Sara and Izidor Benbasat

In this photo are my good friends Sara and Izi Benbasat in front of their house in Dor Bunar. It was taken in 1944. This is a typical garden from the poor Jewish quarters in Sofia. There is a running water tap outside and Izi is leaning on it. Behind them are the clothes hung out to dry. As a matter of fact most of the taps in those quarters were outside, as well as the toilets. I met Izi and Sara for the first time in the Jewish Chitalishte in 1938. At that time there were a lot of activities there. On the back of the photo there is an inscription in ink: 'We are giving you this photo. Let's whenever you look at it, you, Roza and Larry, get a recollection of us - Sara and Izi. 14th 1944. Ferdinand.' The photo was probably sent in a letter from Ferdinand, now Montana, where they were interned, to Vratsa, where we were interned during the Holocaust. I became a member of UYW in 1939. I got involved in the organization without realizing it at first. I was friends with Izidor Benbasat, Isak Talvi, Aaron Meshulam and we frequently met in the Chitalishte. The others who were older than us were already members of the Party. An entertainment party was organized every Sunday in the Jewish organization. We visited each other and organized dance parties at our places, too. Everyone would sit wherever possible. We would play the gramophone. The Comparsita tango was popular at the time: Asparuh Leshnikov and Albert Pinkas. We used to dance tango, foxtrot, waltz, 'horsey' - a dance which involved standing in a line and lifting our feet, something similar to letkiss. During the breaks between the different records there were some lectures, we read poems, made some issues clearer and tried to attract the disoriented youngsters who we called 'boulevard youngsters.' As a matter of fact, beside these general enlightening activities, a lot of communist and socialist ideas about social equality were put through and these ideas actually made us join the UYW movement with our older friends who were already members. Everything was illegal and took place in secret. In that way, with some of my closest friends, we created several UYW groups. On completing such activities I made some friends. One of my friends, Aaron Galvi, became my brother-in-law when he married Stella, my future wife Rosa's sister, and the other one, Yosif Galvi, became a partisan and died afterwards.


- EXERCISE DETAILS
Would you reproduce each of the records below precisely, with the pictures left out?

- MATERIALS PROVIDED
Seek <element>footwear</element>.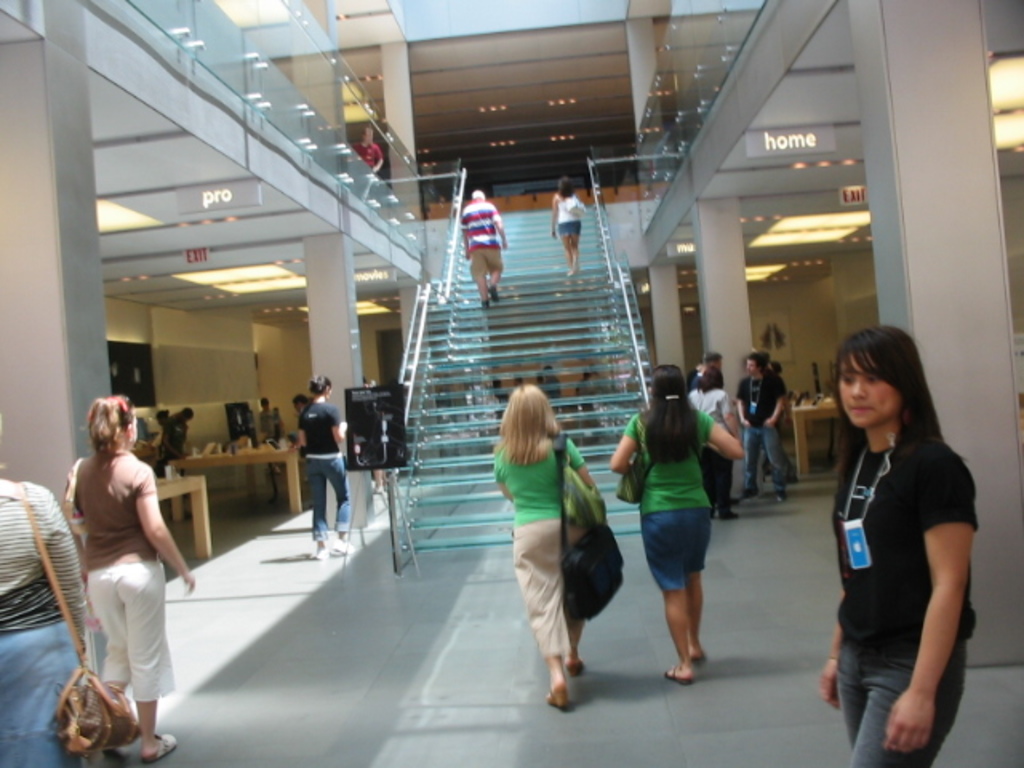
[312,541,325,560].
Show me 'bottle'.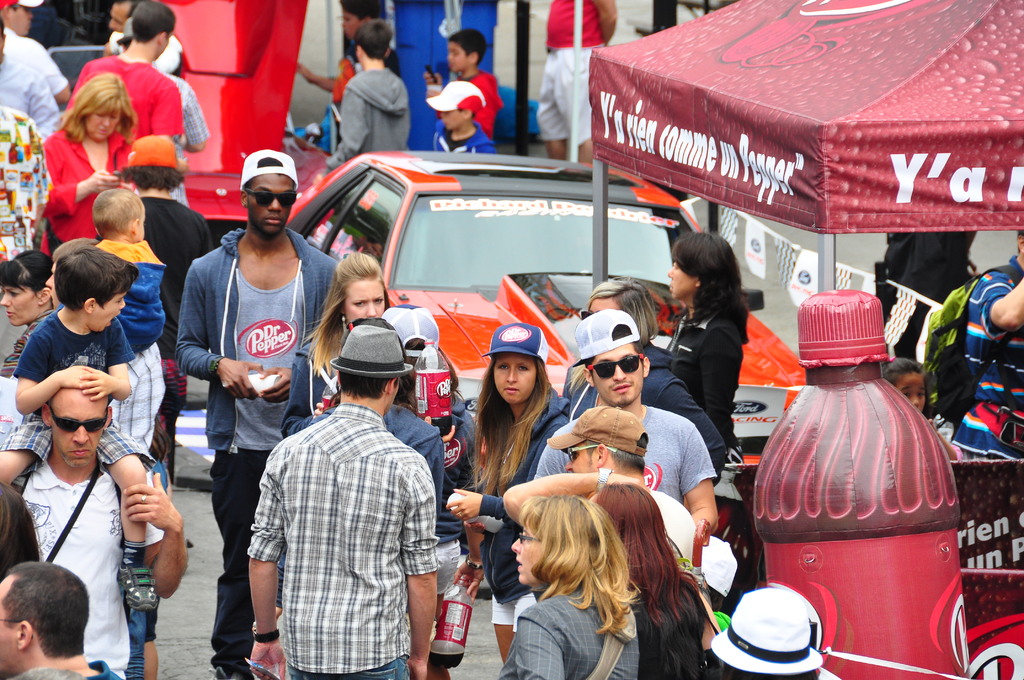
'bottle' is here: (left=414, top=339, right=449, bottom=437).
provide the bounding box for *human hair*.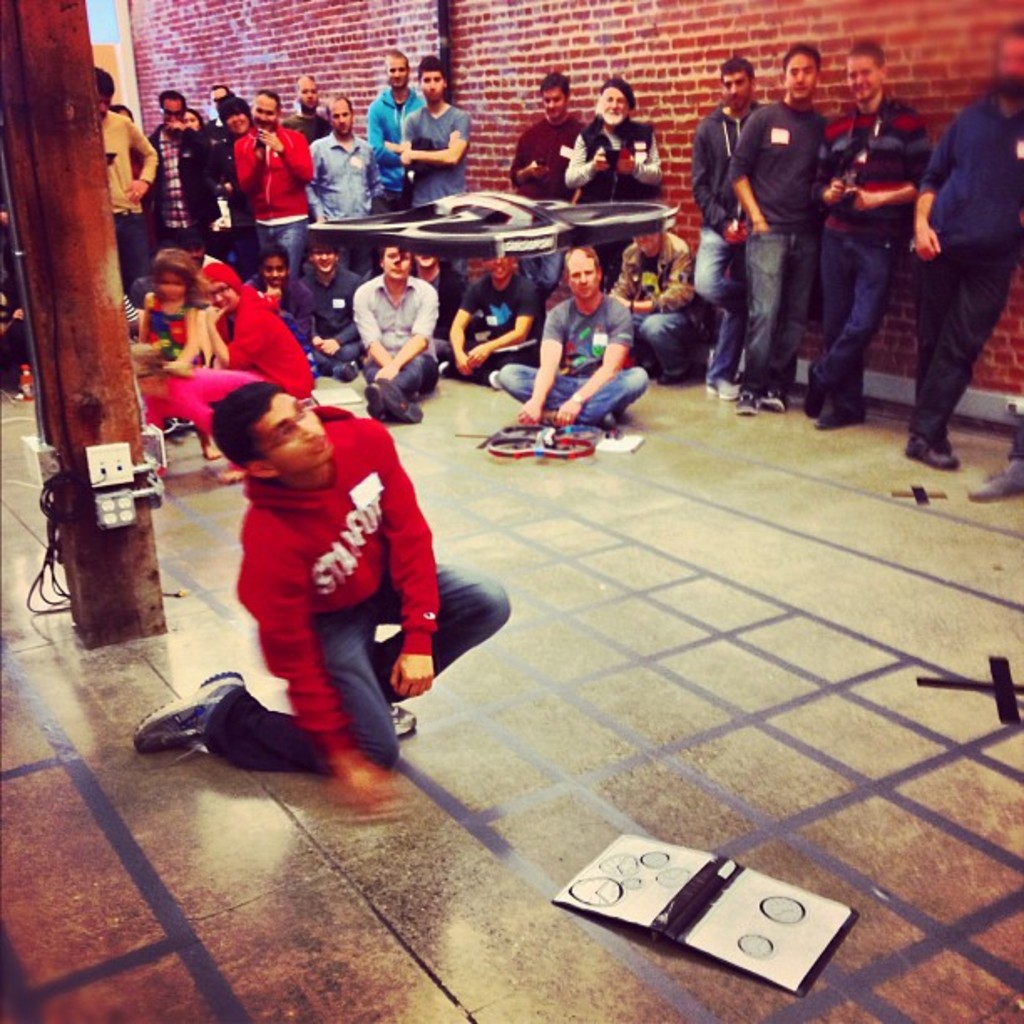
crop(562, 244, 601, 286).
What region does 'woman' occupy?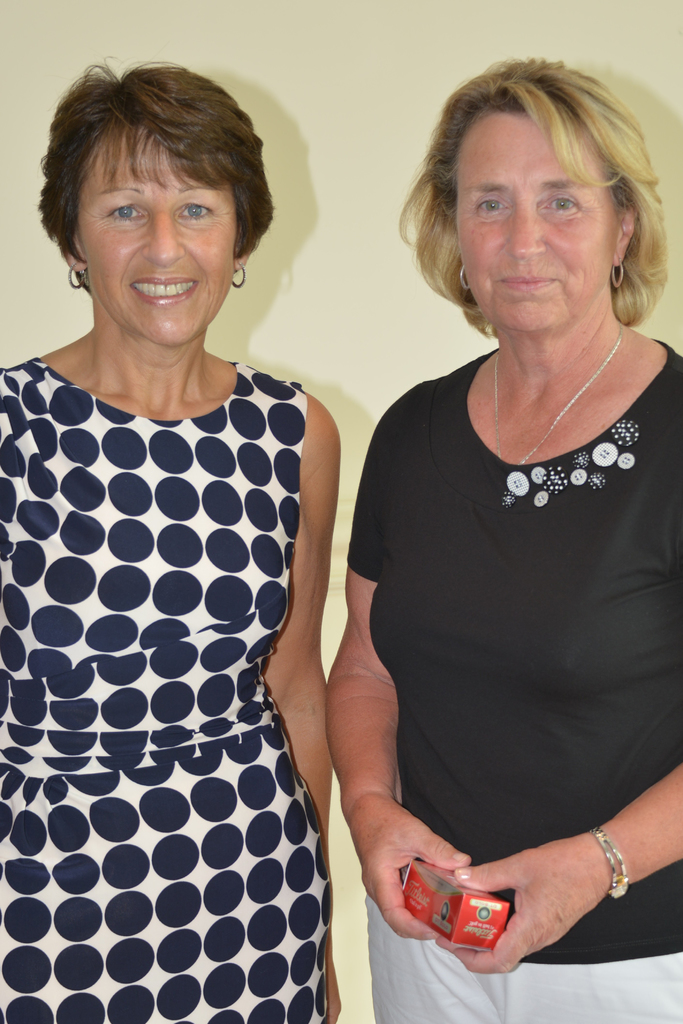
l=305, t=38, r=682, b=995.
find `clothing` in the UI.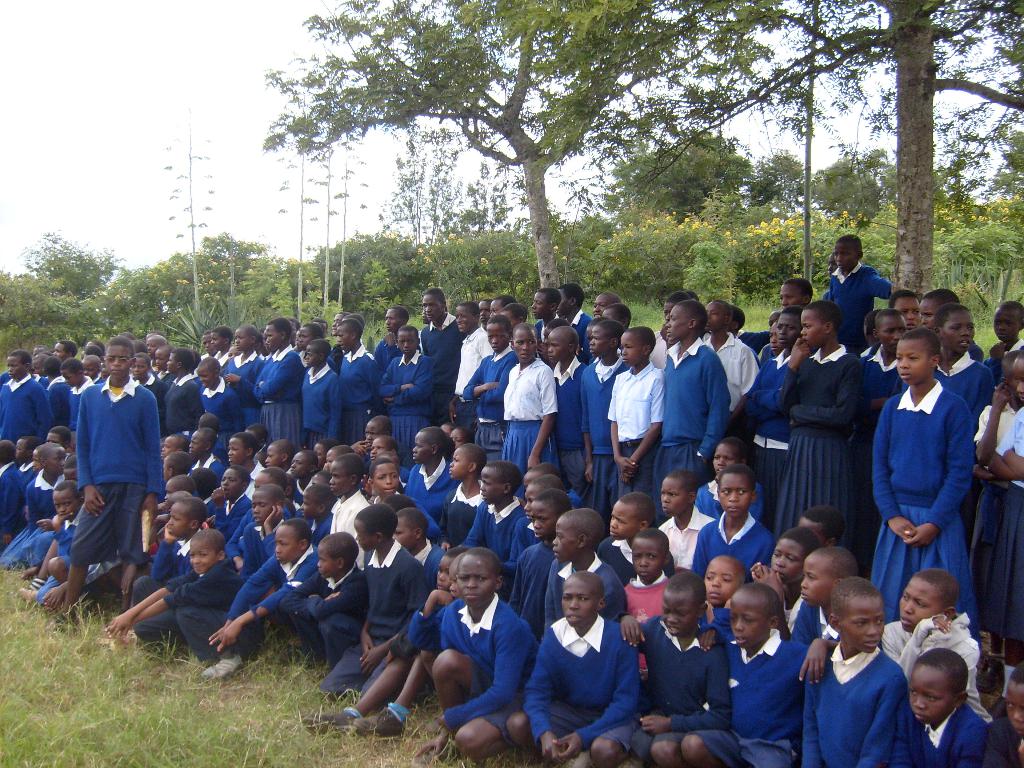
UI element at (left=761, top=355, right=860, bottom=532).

- FINISHED EXERCISE
Seek <element>footwear</element>.
[312,541,325,560].
Show me 'bottle'.
'bottle' is here: (left=414, top=339, right=449, bottom=437).
provide the bounding box for *human hair*.
crop(562, 244, 601, 286).
What region does 'woman' occupy?
l=305, t=38, r=682, b=995.
find `clothing` in the UI.
UI element at (left=761, top=355, right=860, bottom=532).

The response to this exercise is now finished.